ALMA and JWST Imaging of $z\ >\ 6$ Quasars: No Spatial Position Offset Observed Between Quasars and Their Host Galaxies
Aurora Wilde, Marcel Neeleman, Romain Meyer, Roberto Decarli, Fabian Walter, Brenda Frye, Xiaohui Fan
TL;DR
This study uses high-resolution ALMA imaging of [CII] 158 μm and dust continuum together with JWST NIRCam astrometry tied to GAIA to search for spatial offsets between the centers of six z > 6 quasars and their host galaxies. The authors perform precise astrometric comparisons and conduct kinematic modeling with a thin-disk approach to characterize host dynamics. They find that all quasars reside near the centers of their host galaxies on ~400 pc scales, and no robust SMBH–host offsets are detected; rest-frame optical offsets reported in some JWST studies are likely due to dust obscuration rather than real displacements.
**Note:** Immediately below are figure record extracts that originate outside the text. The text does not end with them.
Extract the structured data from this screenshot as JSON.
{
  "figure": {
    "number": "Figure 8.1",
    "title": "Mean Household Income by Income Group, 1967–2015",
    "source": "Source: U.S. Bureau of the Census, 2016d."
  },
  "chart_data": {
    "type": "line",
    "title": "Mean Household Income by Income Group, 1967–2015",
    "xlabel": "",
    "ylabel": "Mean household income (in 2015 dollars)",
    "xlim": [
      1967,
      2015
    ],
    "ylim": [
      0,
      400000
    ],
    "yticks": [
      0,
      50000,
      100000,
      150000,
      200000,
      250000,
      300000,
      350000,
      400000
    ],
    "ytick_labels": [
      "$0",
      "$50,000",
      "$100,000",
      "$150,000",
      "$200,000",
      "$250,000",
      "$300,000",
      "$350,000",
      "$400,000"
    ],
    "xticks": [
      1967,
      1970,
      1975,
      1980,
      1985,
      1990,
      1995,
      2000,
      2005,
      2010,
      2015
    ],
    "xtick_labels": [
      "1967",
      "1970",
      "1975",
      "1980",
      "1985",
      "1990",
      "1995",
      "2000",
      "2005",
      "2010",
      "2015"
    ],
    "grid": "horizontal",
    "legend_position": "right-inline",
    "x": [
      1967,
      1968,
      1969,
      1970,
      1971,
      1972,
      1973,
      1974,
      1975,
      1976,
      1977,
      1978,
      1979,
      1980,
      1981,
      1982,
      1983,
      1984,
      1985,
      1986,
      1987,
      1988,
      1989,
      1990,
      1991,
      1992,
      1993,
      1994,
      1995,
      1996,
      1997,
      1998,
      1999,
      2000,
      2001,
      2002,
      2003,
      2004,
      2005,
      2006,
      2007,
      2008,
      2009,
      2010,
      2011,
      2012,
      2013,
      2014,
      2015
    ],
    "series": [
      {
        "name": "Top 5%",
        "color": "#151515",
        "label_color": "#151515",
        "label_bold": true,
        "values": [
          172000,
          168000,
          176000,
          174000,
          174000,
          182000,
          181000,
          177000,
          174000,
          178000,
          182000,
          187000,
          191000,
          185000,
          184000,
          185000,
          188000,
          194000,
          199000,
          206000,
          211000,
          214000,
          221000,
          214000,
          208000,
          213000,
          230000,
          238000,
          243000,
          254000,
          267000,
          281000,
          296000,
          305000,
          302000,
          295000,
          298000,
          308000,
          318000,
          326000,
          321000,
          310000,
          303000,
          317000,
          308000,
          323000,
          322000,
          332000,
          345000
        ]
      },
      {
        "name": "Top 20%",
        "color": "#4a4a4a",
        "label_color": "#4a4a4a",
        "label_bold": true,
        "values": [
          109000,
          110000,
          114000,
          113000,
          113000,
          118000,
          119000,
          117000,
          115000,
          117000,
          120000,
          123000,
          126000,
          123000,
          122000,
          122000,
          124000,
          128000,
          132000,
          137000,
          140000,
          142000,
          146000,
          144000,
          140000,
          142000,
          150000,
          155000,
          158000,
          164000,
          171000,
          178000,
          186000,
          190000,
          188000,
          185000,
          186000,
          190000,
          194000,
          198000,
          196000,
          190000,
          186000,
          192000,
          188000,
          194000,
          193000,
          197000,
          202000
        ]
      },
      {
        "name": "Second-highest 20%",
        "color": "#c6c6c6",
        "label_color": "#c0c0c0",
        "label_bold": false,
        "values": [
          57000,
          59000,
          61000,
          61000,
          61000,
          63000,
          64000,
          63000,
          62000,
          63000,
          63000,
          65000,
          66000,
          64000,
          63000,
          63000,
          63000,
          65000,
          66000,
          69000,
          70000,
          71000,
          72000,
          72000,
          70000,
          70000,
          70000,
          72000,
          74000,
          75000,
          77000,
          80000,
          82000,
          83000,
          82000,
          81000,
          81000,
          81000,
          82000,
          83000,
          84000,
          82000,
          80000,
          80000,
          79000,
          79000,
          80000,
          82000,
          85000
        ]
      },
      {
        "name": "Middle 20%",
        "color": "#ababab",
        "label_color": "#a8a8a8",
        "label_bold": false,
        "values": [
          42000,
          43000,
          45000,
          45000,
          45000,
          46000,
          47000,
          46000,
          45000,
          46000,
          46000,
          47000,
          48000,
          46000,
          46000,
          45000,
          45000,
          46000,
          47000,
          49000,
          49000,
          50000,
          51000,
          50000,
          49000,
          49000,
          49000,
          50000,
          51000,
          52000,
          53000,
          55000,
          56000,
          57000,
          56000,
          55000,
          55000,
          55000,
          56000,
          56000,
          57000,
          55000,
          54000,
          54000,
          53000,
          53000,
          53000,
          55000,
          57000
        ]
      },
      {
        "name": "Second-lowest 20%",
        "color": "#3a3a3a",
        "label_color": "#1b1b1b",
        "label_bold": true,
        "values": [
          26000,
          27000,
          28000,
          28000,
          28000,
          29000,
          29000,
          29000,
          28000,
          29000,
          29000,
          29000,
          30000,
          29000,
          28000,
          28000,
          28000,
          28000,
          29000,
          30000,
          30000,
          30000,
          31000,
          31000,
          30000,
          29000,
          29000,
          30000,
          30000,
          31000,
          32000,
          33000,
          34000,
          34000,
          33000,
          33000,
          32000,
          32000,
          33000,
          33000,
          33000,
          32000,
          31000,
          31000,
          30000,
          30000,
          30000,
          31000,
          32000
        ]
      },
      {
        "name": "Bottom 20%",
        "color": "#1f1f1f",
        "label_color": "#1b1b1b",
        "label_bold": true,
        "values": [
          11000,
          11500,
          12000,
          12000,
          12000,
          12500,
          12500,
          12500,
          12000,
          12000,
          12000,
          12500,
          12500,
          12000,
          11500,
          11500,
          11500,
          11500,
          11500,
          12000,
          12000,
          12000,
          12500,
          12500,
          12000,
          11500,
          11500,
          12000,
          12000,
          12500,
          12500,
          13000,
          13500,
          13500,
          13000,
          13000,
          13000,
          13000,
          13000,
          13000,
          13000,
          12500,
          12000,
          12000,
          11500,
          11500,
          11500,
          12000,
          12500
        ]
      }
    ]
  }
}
The results support theoretical expectations that recoil events at high redshift are rare or short-lived and demonstrate the power of combining JWST and ALMA data to constrain SMBH–galaxy coevolution at early cosmic times.
Abstract
We present a study determining the spatial offset between the position of the supermassive black hole (as traced through their broad line regions) and the host galaxy in six $z > 6$ quasars. We determined the host galaxy's position from $\lesssim$$0.1^{\prime\prime}$ ($\lesssim$ 600 pc) resolution Atacama Large Millimeter/sub-millimeter Array (ALMA) [CII] 158 $μm$ and corresponding dust continuum imaging. We determined the quasar's position from $\lesssim$ 400 pc resolution James Webb Space Telescope Near-Infrared Camera (JWST NIRCam) imaging. We estimated the observational uncertainties on the quasar's position using astrometric data from the Global Astrometric Interferometer for Astrophysics (GAIA) of field stars within the NIRCam images. We find that all six quasars are found within the central $\sim 400$ pc of their host galaxy dust continuum and [CII] emission. Apparent offsets seen in rest-frame optical JWST observations are not detected in our ALMA data, suggesting they likely result from dust obscuration rather than a true physical separation between the SMBH and its host galaxy. Kinematic modeling of these data further reveals that none of the galaxies show evidence for recent merger activity, and most of the galaxies can be accurately modeled using a simple disk model. The lack of an offset supports theoretical models that predict that positional offset within these galaxies are either short-lived or intrinsically rare.